Blogs are a powerful tool to humanize the prisoners who make up 1 percent of the U.S. population, but according to Charlie DeTar, founder of the project Between the Bars, “they’re not very scalable, they can be time-consuming, and they tend to be [accessible] to wealthier, white people with strong outside connections.” Between the Bars, which publishes prisoners’ stories and frustrations by scanning and transcribing letters that arrive from across the country, seeks to address these issues. Website visitors help transcribe posts, and comments are mailed back to prisoners to maintain ongoing dialogue. Benjamin Sugar, who helps run the project, notes that many families use it as a way to keep in touch—“a mom will comment on her incarcerated son’s blog, and all of a sudden you’re reminded that this is someone who has a family. These public examples of small, tender moments of communication are really powerful.”

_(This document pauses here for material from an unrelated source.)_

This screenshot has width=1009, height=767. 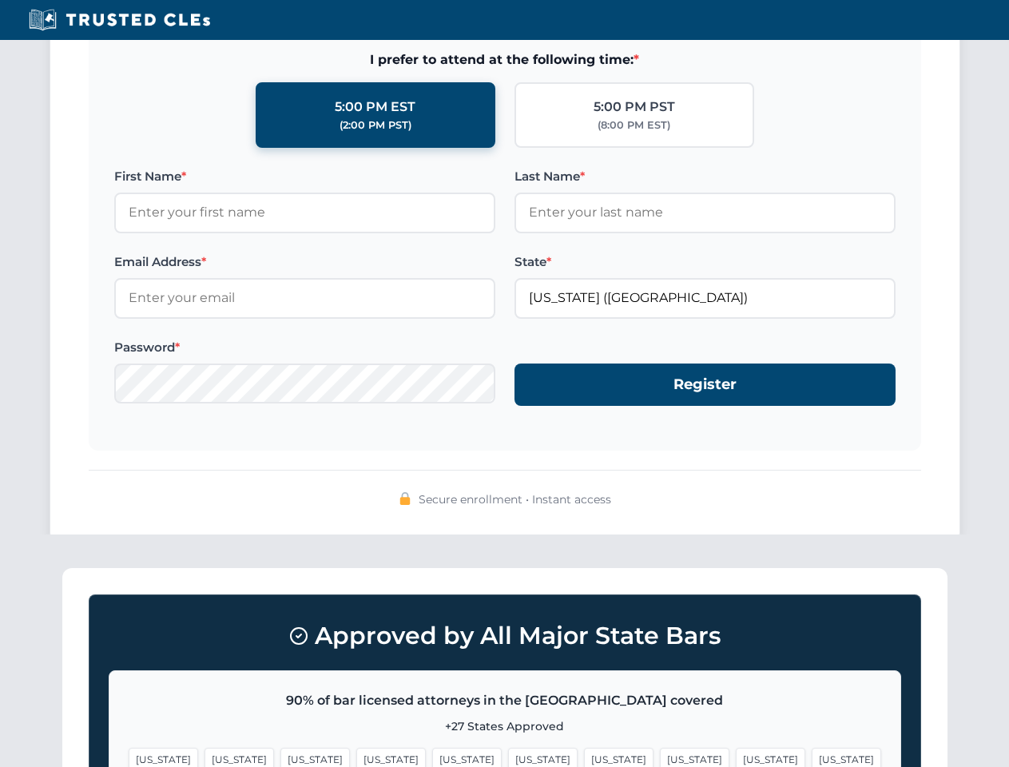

In addition to preserving the strength of such ties and decreasing the othering and stigma that can plague both prisoners and their families, Between the Bars aims to help people maintain identities as citizens, as opposed to being labeled as “offenders.” DeTar brings up one regular blogger, William D. Linley, whose post-traumatic stress disorder following seventeen years in the Marine Corps contributed to his incarceration. Linley’s posts have gathered a loyal following of Marines who knew him as a Sergeant, and attest to his leadership. “You were always a man of great compassion for his troops and ensured their welfare came first,” one writes, “I will remain a friend and brother to you.” “Where will we find the political will to stop locking people up, and to lock them up for less time?” DeTar asks. “I think in order to cultivate that political will, we need to stop thinking of people in prison as different types people.” But there’s a long way to go—Between the Bars has a wait list of 1,000 prisoners hoping to have their voices heard.
After eleven days, the hunger strikes in California continued, with added retaliation. At Pelican Bay, it was reported that prison officials began to blast cold air into the cells of participating inmates, many of whom are aging, suffer from chronic illness, and have only summer clothing, due to their transfer into administrative segregation. CDCR has banned one of the attorneys representing many participants, Marilyn McMahon, from visiting her clients. To break their commitment, McMahon has put forth in a statement, “the CDCR wants to cut off communications between the prisoners and the outside world.”